71 private links
Mind your typos... It seems clear a bad actor is hiding behind that one.
Alright... That's really bad security practices. Don't do this at home.
Interesting point, fairly logical but didn't sit to think it through before. Indeed, using arenas to get back features of manual memory management won't lead to the same security issues than outside of a memory safe language.
An oldie but a goodie about SQL injection. Does a good job getting the overall picture of this particular security plague.
Still some work to have proper confinement in practice for apps in the Flatpak ecosystem.
Better not trust ZIP files you receive...
The situation around OpenSSL and its fork is rather confusing... And there's no indication this would improve.
If you're behind on your updates, it's time to do it quickly.
And one more... it's clearly driven by an architecture pattern used by all vendors. They need to get their acts together to change this.
OK, this is definitely concerning for the use of tools with so called coding agents. The trust model is really not appropriate at this stage and that opens the door to a wide range of attacks.
Worth trying indeed. I'd love to see at least some of that widely adopted.
Another example of attack vectors emerging with adding more and more LLM agents in the development process.
Looks like it's getting there as a good help for auditing code, especially to find security vulnerabilities.
Or why CAPTCHA might become something of the past. I guess they'll live a bit longer as they become more and more privacy invasive.
As LLM assistants get more and more embedded in the development process, it gets harder to ensure they behave safely. Quite a few interesting attack vectors in that one.
Seriously... Developers should be ashamed to produce such invasive tools.
Unicode in source code can come with unwanted consequences. Tooling might be required.
Security asks for more than a memory safe language. It helps some things for sure, but there are tools for other languages as well, you better start using them.
There's clearly a tension between security and ease of pulling dependencies. In a way, it's "too easy" with cargo and you very quickly end up having to trust a staggering amount of third party code.
Nice docker recipe indeed for small and secure containers when you just want to ship a statically linked binary.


Scan the lines below; pull out those with "equation".

---------- Provided data

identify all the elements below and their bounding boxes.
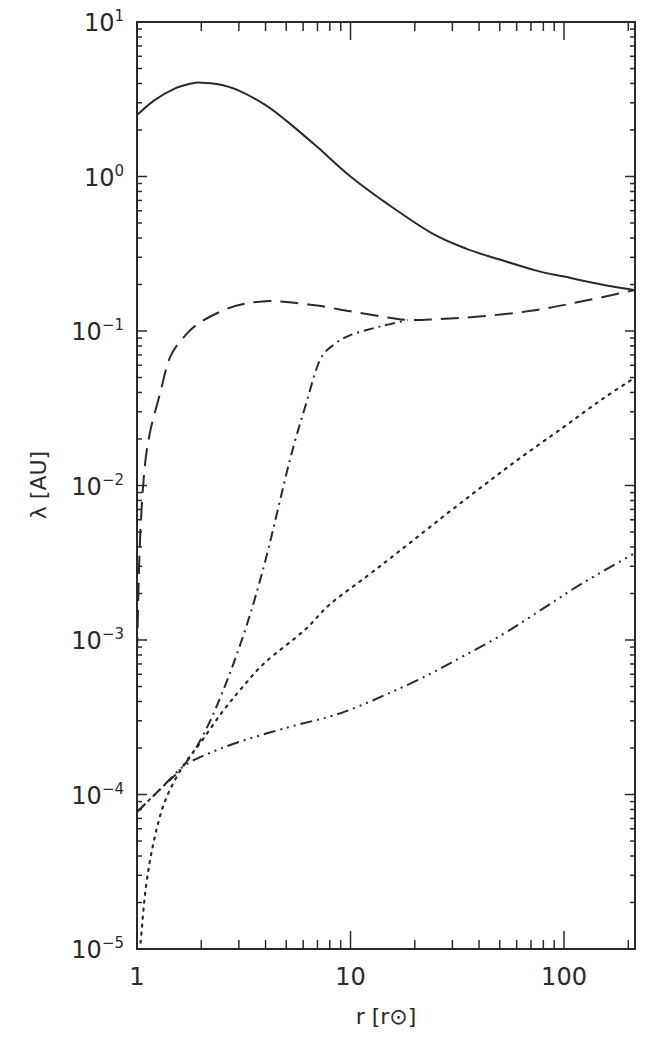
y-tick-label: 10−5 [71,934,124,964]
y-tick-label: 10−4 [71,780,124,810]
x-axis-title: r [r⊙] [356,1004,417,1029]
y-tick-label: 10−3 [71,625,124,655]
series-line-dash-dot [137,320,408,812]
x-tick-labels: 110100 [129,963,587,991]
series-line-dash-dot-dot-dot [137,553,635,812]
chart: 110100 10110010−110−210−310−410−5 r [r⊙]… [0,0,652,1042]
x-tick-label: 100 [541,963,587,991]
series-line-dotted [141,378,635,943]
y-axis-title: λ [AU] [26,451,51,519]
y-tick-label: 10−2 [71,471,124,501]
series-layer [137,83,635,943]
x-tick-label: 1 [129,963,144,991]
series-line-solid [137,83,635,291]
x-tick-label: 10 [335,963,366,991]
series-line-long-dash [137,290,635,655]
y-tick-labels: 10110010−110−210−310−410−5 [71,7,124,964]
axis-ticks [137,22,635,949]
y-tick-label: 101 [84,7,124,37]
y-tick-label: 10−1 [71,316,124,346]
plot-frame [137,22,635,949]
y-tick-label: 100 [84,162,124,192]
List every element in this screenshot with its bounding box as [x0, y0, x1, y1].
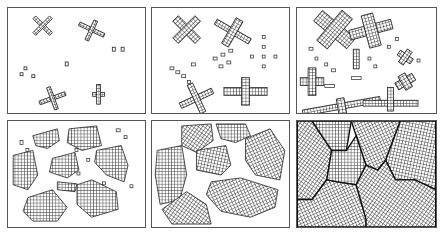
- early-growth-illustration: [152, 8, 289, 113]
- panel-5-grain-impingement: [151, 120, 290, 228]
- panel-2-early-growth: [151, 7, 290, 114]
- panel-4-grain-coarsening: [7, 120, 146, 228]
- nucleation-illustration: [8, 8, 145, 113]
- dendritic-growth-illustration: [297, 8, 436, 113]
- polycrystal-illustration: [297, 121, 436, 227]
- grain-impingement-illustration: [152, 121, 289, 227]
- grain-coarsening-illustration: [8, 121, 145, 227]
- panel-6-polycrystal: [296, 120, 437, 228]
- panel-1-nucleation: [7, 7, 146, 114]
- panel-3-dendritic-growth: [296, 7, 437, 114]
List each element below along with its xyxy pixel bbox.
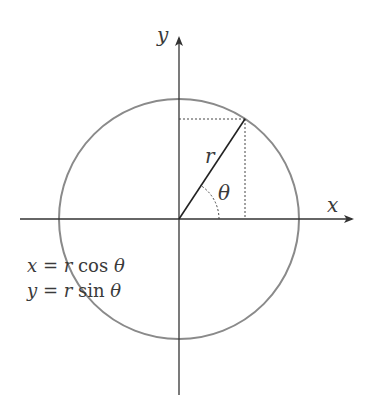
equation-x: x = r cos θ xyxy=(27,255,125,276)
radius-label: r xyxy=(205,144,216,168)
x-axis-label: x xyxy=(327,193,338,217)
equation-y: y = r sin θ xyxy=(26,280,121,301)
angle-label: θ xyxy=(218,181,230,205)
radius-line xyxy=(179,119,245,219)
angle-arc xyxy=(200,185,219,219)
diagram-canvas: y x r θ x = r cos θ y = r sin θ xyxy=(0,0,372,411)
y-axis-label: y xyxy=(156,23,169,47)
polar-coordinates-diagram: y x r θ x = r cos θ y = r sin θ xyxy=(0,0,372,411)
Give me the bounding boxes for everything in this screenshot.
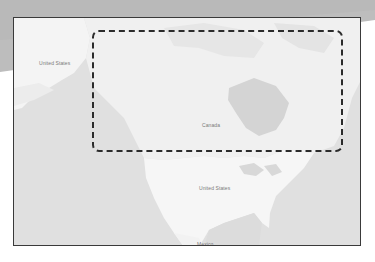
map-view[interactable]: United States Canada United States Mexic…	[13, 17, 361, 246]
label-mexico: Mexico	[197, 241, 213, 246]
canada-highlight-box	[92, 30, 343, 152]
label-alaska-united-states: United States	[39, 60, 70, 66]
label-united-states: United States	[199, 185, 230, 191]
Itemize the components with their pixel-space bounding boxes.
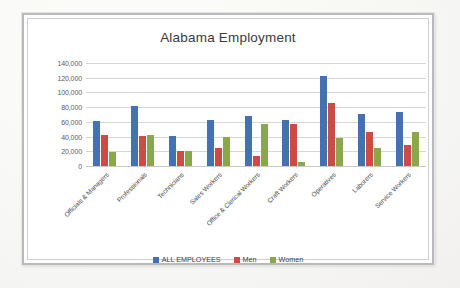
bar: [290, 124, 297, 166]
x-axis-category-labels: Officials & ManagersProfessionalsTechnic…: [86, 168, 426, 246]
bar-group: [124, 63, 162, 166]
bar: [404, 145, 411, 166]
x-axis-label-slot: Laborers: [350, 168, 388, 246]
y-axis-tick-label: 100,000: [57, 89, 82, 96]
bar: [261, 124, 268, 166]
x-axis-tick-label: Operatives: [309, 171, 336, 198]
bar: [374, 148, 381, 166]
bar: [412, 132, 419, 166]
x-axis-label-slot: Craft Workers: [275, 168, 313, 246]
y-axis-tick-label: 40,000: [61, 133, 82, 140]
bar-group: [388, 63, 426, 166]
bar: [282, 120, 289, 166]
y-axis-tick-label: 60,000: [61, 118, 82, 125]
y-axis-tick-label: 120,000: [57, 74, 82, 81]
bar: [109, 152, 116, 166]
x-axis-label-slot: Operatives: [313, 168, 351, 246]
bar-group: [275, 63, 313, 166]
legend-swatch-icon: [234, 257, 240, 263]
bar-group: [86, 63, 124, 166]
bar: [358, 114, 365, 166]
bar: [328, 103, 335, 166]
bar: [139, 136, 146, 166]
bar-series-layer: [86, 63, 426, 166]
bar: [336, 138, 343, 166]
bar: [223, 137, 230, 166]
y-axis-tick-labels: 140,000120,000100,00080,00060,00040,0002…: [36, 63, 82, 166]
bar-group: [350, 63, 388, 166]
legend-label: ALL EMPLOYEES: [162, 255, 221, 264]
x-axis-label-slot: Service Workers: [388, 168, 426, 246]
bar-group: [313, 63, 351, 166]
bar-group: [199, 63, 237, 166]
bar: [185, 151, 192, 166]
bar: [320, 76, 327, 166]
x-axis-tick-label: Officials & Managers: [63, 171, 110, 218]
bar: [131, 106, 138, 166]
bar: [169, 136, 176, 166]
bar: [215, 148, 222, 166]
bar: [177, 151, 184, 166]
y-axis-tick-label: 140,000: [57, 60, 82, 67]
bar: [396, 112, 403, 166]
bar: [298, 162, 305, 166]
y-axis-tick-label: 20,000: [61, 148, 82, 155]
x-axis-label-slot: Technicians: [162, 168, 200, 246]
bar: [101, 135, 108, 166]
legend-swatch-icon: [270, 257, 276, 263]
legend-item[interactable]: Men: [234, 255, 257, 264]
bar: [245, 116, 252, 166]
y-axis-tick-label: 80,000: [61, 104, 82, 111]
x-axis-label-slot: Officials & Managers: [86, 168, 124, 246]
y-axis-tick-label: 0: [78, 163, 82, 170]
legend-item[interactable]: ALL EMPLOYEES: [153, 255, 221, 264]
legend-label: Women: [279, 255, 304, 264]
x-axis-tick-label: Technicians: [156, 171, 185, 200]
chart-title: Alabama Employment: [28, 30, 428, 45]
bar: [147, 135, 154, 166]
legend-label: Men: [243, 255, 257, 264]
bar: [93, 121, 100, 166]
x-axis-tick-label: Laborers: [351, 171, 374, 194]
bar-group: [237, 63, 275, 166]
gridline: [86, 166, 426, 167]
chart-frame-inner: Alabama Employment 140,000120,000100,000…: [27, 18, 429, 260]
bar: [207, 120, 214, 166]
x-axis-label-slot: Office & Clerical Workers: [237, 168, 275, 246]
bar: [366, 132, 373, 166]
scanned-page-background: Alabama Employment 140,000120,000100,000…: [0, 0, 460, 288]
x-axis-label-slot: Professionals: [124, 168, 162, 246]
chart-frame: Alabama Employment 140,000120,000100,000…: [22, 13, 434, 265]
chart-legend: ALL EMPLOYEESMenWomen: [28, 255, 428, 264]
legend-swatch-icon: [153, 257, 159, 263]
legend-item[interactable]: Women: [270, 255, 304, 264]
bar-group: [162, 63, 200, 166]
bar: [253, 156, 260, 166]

--------------------

Result of this task —
equation-x: x = r cos θ xyxy=(27,255,125,276)
equation-y: y = r sin θ xyxy=(26,280,121,301)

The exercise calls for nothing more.